On the red-eye from Seattle, a two-year-old
in the seat behind me screeches
his miniature guts out. Instead of dreaming
of stuffing a wad of duct tape into his mouth,
I envy him, how he lets his pain spurt
into the open. I wish I could drill
a pipeline into the fields of ache, tap
a howl. How long would I need to sob
before the lady beside me dropped
her fashion rag, dipped a palm
into the puddle of me? How many
whimpers before another passenger
joined in? Soon the stewardess
hunched over the drink cart, the pilot
gushing into the controls, the entire plane:
an arrow of grief quivering through the sky.

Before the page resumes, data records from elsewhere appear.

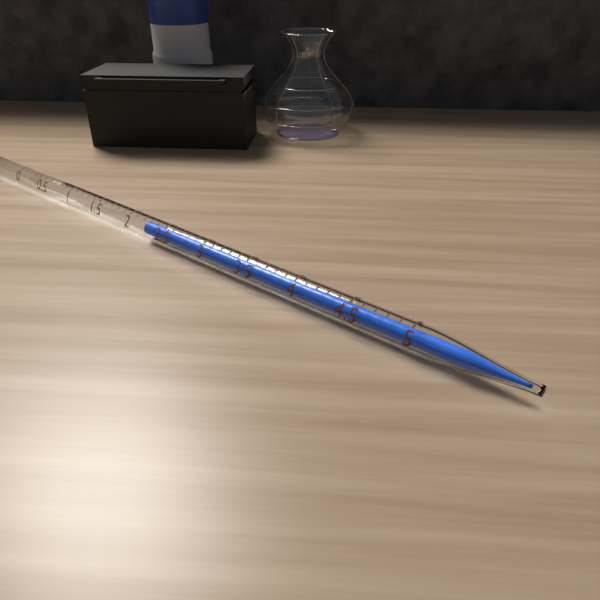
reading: 2.2 ml
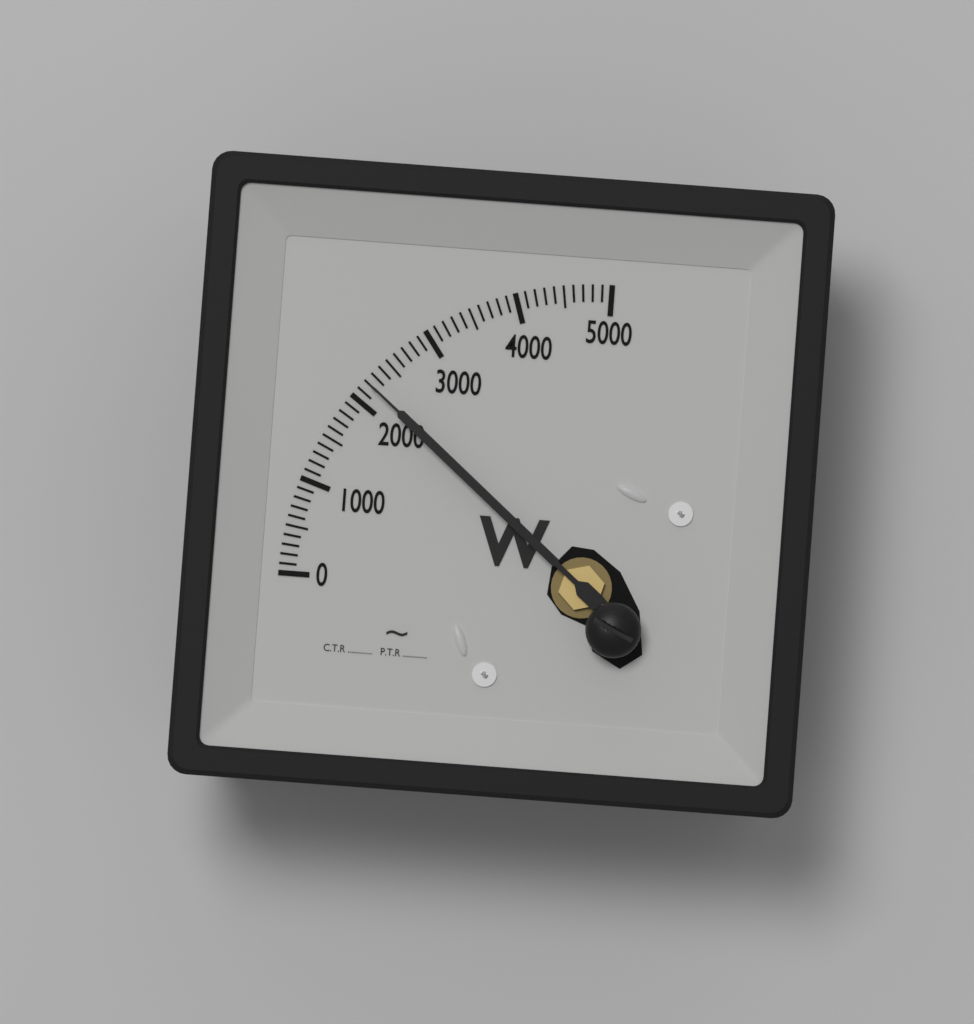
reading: 2200 W
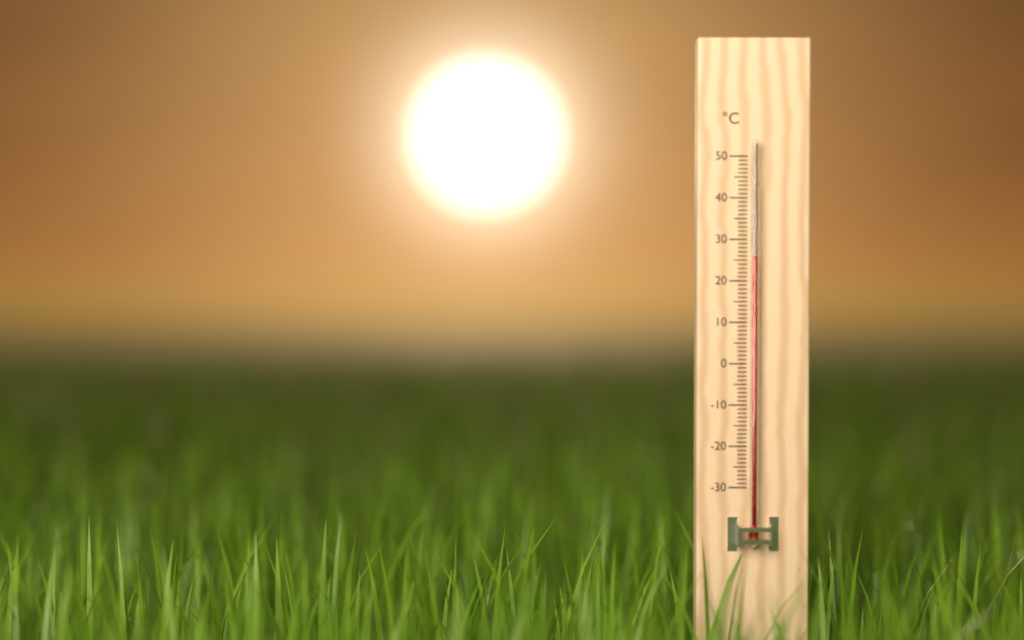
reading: 26 °C
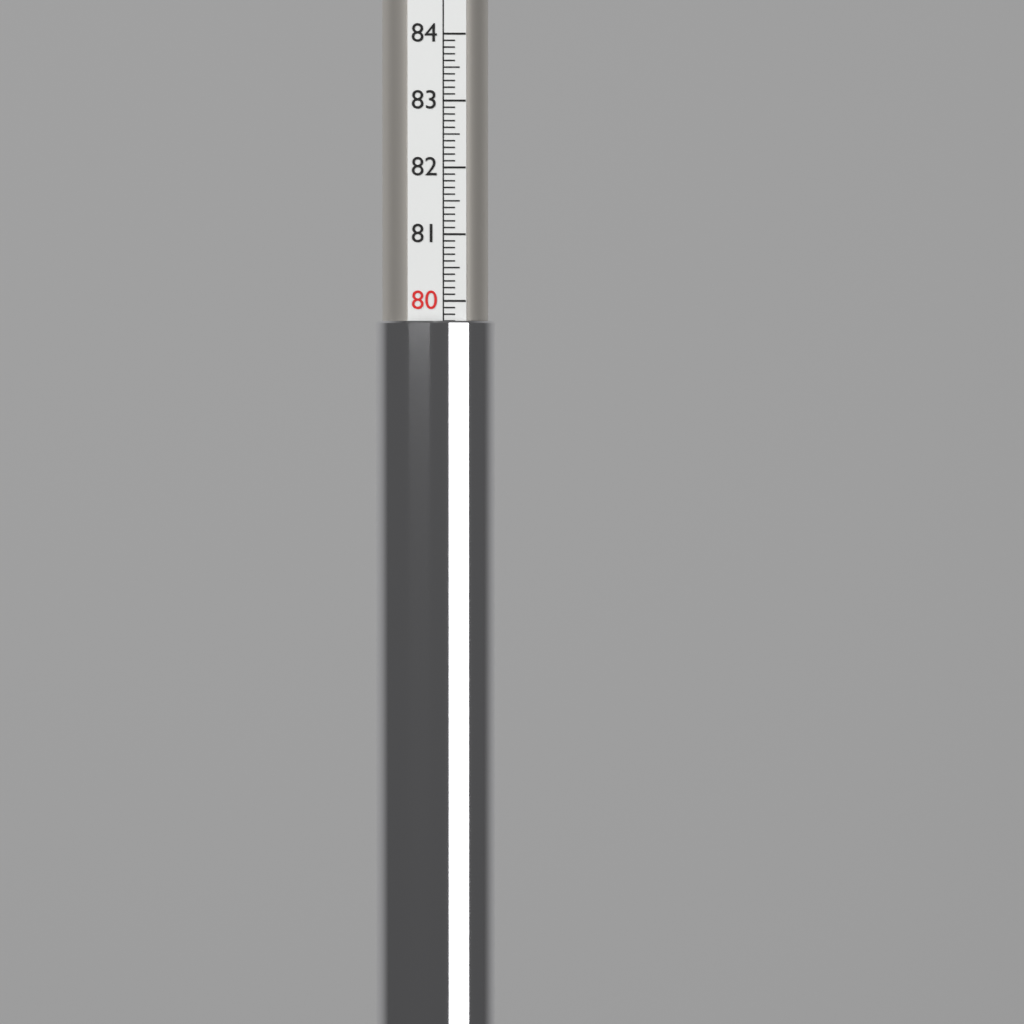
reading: 79.7 (no unit)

Copyright © 2008 by Jeffrey McDaniel. From The Endarkenment (University of Pittsburgh Press, 2008). Reprinted from Split This Rock’s The Quarry: A Social Justice Poetry Database.
When someone dies, the clothes are so sad. They have outlived
their usefulness and cannot get warm and full.
You talk to the clothes and explain that he is not coming back
as when he showed up immaculately dressed in slacks and plaid jacket
and had that beautiful smile on and you’d talk.
You’d go to get something and come back and he’d be gone.
You explain death to the clothes like that dream.
You tell them how much you miss the spouse
and how much you miss the pet with its little winter sweater.
You tell the worn raincoat that if you talk about it,
you will finally let grief out. The ancients etched the words
for battle and victory onto their shields and then they went out
and fought to the last breath. Words have that kind of power
you remind the clothes that remain in the drawer, arms stubbornly
folded across the chest, or slung across the backs of chairs,
or hanging inside the dark closet. Do with us what you will,
they faintly sigh, as you close the door on them.
He is gone and no one can tell us where.